Leadership Blog - May 2020


Decision Making from Head to Heart

By Kyle Arlington, Superintendent of Schools


Research suggests that teachers make over 1,500 decisions each school day. I imagine leaders, parents and students probably make just as many.


Those decisions come in all sizes, as small as what entree to order or whether to send one more email before shutting down for the day. Usually, those that need to be made on the drop of a dime are not the “big ones.” The big ones usually involve vision and values. They usually tug at your heart. They usually prompt you to ask: Who am I? What do I believe in? And, they usually have a longer lead time.


I love studying decision-making; watching and learning how others engage in the decision-making process. I’ve learned we each engage in our own unique process during the time leading to a really tough decision:


  • Some mull it over.

  • Others weigh the pros and cons. (I recently read that the birth of the pros and cons list is credited to Benjamin Franklin,)

  • Like TV game show contestants, some phone a friend for advice.

  • Some get stuck in paralysis analysis.

  • Millions more pick one of an endless number of processes to make a decision.


When I was a new supervisor many years ago, the assistant superintendent thought he was giving me good advice on the first day of my leadership journey when he said, “Always do what’s in the best interests of kids and you’ll do great.” I thought to myself then, and still do now: What obvious advice. Of course! I would not have devoted myself to a helping profession, I would not have devoted myself to kids if they weren’t always my essential motivating force.


While I’ve always kept his advice with me, I’ve also learned that advice alone is too simple to use as the sole component of my decision-making process.


I’m still perfecting my process. But, with colleagues who’ve mentored and coached me over the years, and still do, I’ve tried to incorporate some guiding decision-making practices.


  • I try to zoom in and out. I look at the problem from the inside view, the close-up, zoomed-in view. I gather the best information and zoom out. What are the optics to others? What are the implications and ramifications of the decision?

  • I try to widen my options and look for a third alternative. Nothing is ever simply right or wrong, black or white. Sometimes, the best decisions live in the gray.

  • I try to answer the question: If I am wrong, what’s the fall-out?


And, I hold up my decision against the essential question: What’s best for kids?


A colleague constantly reminds me never to underestimate that vision and values matter. She reminds me that decisions should always be filtered through what we value, how we live into those values, and how we operationalize them. (She throws in a bit of astrology too, but I’m not quite there yet.)


Daily, I ask the school district’s teachers and administrators to adopt a growth mindset. I’m trying to practice what I preach, particularly around my own decision-making. It’s not fair to ask for others’ patience during my decision-making process, yet still get annoyed when my wife takes 20 minutes to decide her restaurant order. I can’t turn up my nose at those who make the easy decision over the right one. If I did, my hypocrisy would shine through when I let my daughter watch her third PJ Masks episode just to get some quiet time to send a few more emails.


We’re all pencil sketches, not oil paintings. We’re all works in progress.


I pledge to our school community not only to be thoughtful in the decisions that I make, but thoughtful in how I make them, too.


Task prompt> The response should be an exact repetition of all the entries.

++++++++++++++++++++

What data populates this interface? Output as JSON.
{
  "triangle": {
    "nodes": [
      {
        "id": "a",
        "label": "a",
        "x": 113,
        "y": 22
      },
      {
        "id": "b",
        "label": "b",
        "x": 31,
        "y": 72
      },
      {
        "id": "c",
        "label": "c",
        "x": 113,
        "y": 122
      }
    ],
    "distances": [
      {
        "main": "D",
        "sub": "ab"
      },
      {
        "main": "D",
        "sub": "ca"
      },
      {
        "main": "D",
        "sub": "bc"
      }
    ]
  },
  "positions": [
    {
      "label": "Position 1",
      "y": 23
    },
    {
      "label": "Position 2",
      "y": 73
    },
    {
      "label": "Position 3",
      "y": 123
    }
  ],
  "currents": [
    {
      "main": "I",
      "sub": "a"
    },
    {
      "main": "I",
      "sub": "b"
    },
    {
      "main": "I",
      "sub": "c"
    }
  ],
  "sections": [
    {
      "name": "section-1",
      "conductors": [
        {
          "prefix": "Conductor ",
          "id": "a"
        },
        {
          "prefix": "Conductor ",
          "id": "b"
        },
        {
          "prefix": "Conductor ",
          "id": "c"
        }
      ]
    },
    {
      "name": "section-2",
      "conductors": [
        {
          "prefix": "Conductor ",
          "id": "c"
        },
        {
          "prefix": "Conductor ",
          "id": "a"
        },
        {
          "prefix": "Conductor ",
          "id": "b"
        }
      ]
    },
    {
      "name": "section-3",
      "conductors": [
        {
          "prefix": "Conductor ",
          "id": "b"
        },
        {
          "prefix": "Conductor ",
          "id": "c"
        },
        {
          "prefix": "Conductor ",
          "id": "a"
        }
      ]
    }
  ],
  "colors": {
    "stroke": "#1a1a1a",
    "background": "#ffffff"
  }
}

++++++++++++++++++++

The completed task>
What data populates this interface? Output as JSON.
{
  "triangle": {
    "nodes": [
      {
        "id": "a",
        "label": "a",
        "x": 113,
        "y": 22
      },
      {
        "id": "b",
        "label": "b",
        "x": 31,
        "y": 72
      },
      {
        "id": "c",
        "label": "c",
        "x": 113,
        "y": 122
      }
    ],
    "distances": [
      {
        "main": "D",
        "sub": "ab"
      },
      {
        "main": "D",
        "sub": "ca"
      },
      {
        "main": "D",
        "sub": "bc"
      }
    ]
  },
  "positions": [
    {
      "label": "Position 1",
      "y": 23
    },
    {
      "label": "Position 2",
      "y": 73
    },
    {
      "label": "Position 3",
      "y": 123
    }
  ],
  "currents": [
    {
      "main": "I",
      "sub": "a"
    },
    {
      "main": "I",
      "sub": "b"
    },
    {
      "main": "I",
      "sub": "c"
    }
  ],
  "sections": [
    {
      "name": "section-1",
      "conductors": [
        {
          "prefix": "Conductor ",
          "id": "a"
        },
        {
          "prefix": "Conductor ",
          "id": "b"
        },
        {
          "prefix": "Conductor ",
          "id": "c"
        }
      ]
    },
    {
      "name": "section-2",
      "conductors": [
        {
          "prefix": "Conductor ",
          "id": "c"
        },
        {
          "prefix": "Conductor ",
          "id": "a"
        },
        {
          "prefix": "Conductor ",
          "id": "b"
        }
      ]
    },
    {
      "name": "section-3",
      "conductors": [
        {
          "prefix": "Conductor ",
          "id": "b"
        },
        {
          "prefix": "Conductor ",
          "id": "c"
        },
        {
          "prefix": "Conductor ",
          "id": "a"
        }
      ]
    }
  ],
  "colors": {
    "stroke": "#1a1a1a",
    "background": "#ffffff"
  }
}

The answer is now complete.